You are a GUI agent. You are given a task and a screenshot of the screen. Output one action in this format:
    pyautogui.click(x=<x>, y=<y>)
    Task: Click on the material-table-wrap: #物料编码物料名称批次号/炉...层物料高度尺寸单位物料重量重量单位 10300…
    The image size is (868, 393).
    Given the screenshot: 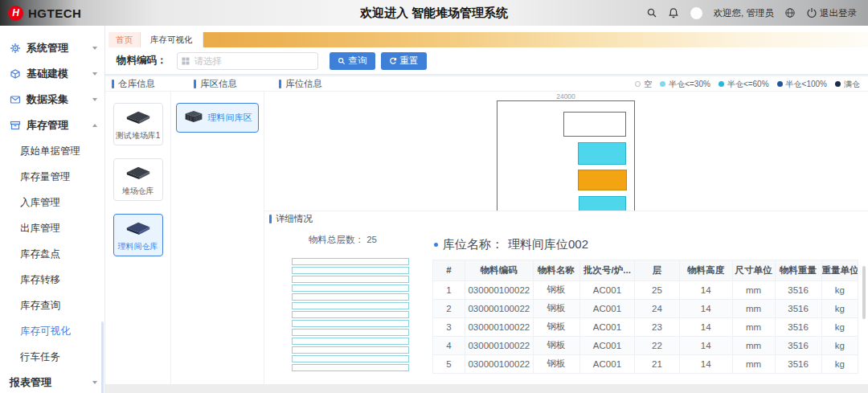 What is the action you would take?
    pyautogui.click(x=645, y=317)
    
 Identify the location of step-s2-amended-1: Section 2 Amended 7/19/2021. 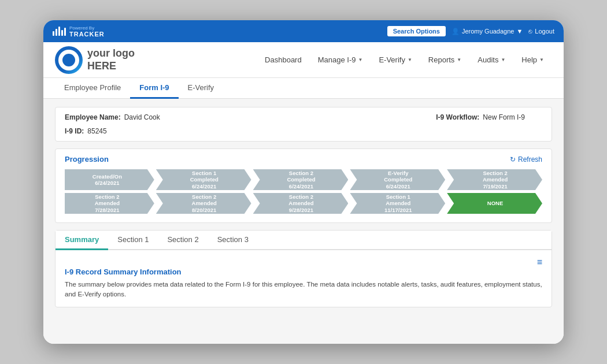
(495, 180).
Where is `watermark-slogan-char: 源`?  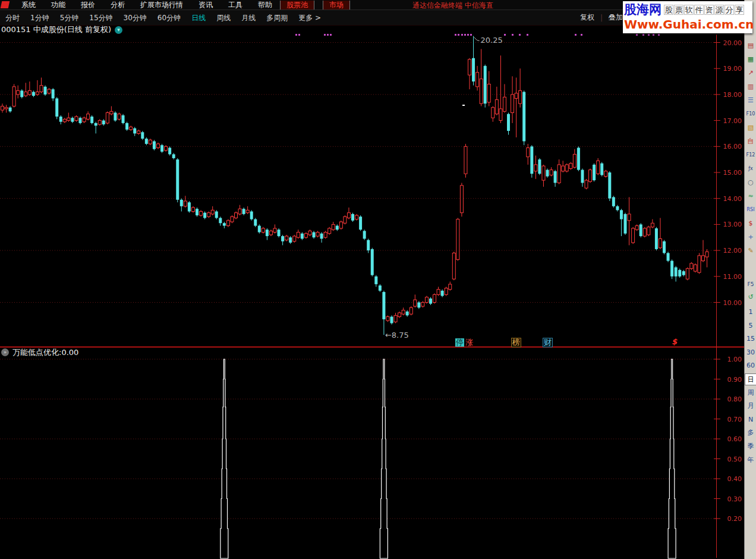
watermark-slogan-char: 源 is located at coordinates (719, 10).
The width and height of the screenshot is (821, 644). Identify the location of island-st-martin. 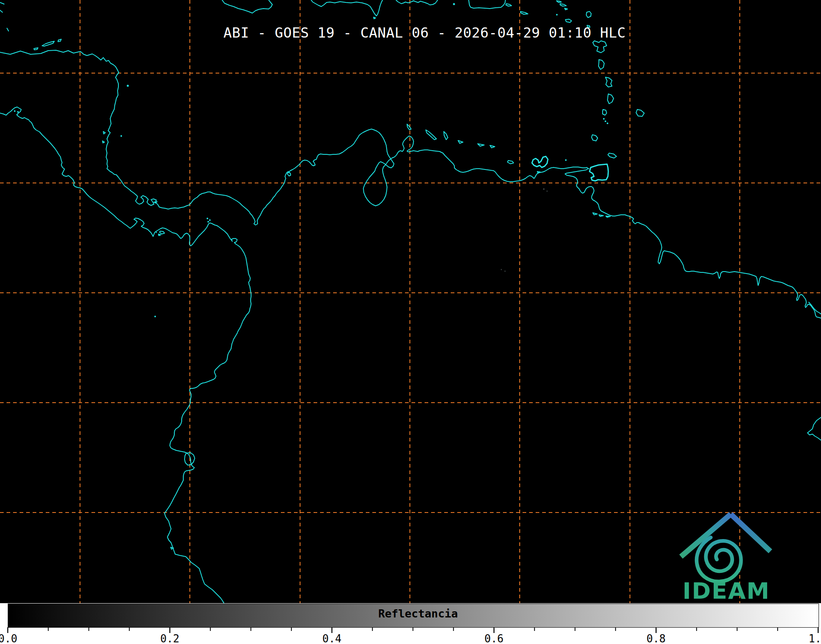
(559, 2).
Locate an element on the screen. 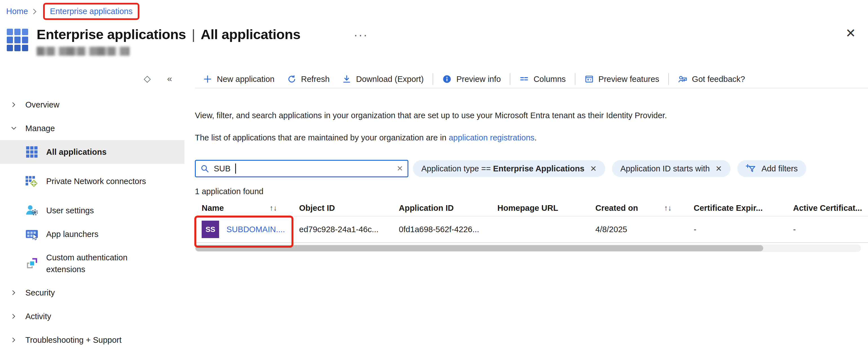 This screenshot has height=347, width=868. close-icon: ✕ is located at coordinates (850, 33).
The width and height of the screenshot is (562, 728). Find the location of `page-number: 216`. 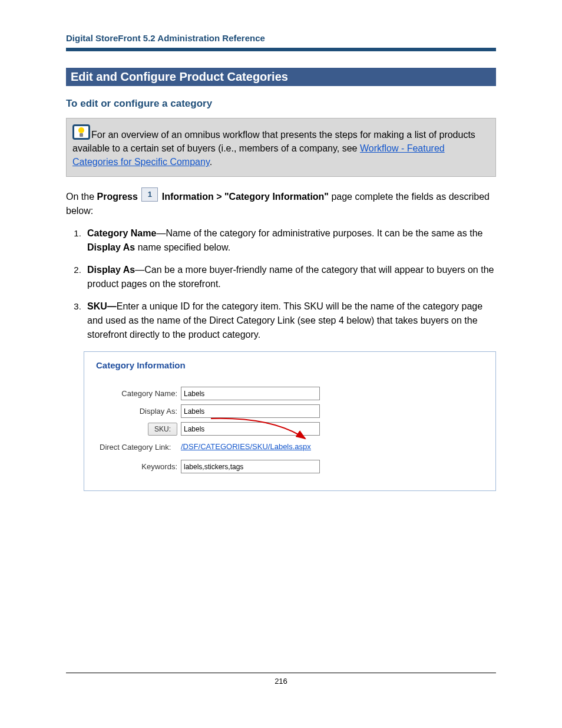

page-number: 216 is located at coordinates (281, 679).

* **WORK INSTRUCTION**:
The copy has to start at the line that contains "The width and height of the screenshot is (562, 728)." and end at the last line of the material above, matching the original exactly and holding no pictures.

* **SOLUTION TO THIS EXERCISE**:
The width and height of the screenshot is (562, 728). Find the location of `page-number: 216`. 

page-number: 216 is located at coordinates (281, 679).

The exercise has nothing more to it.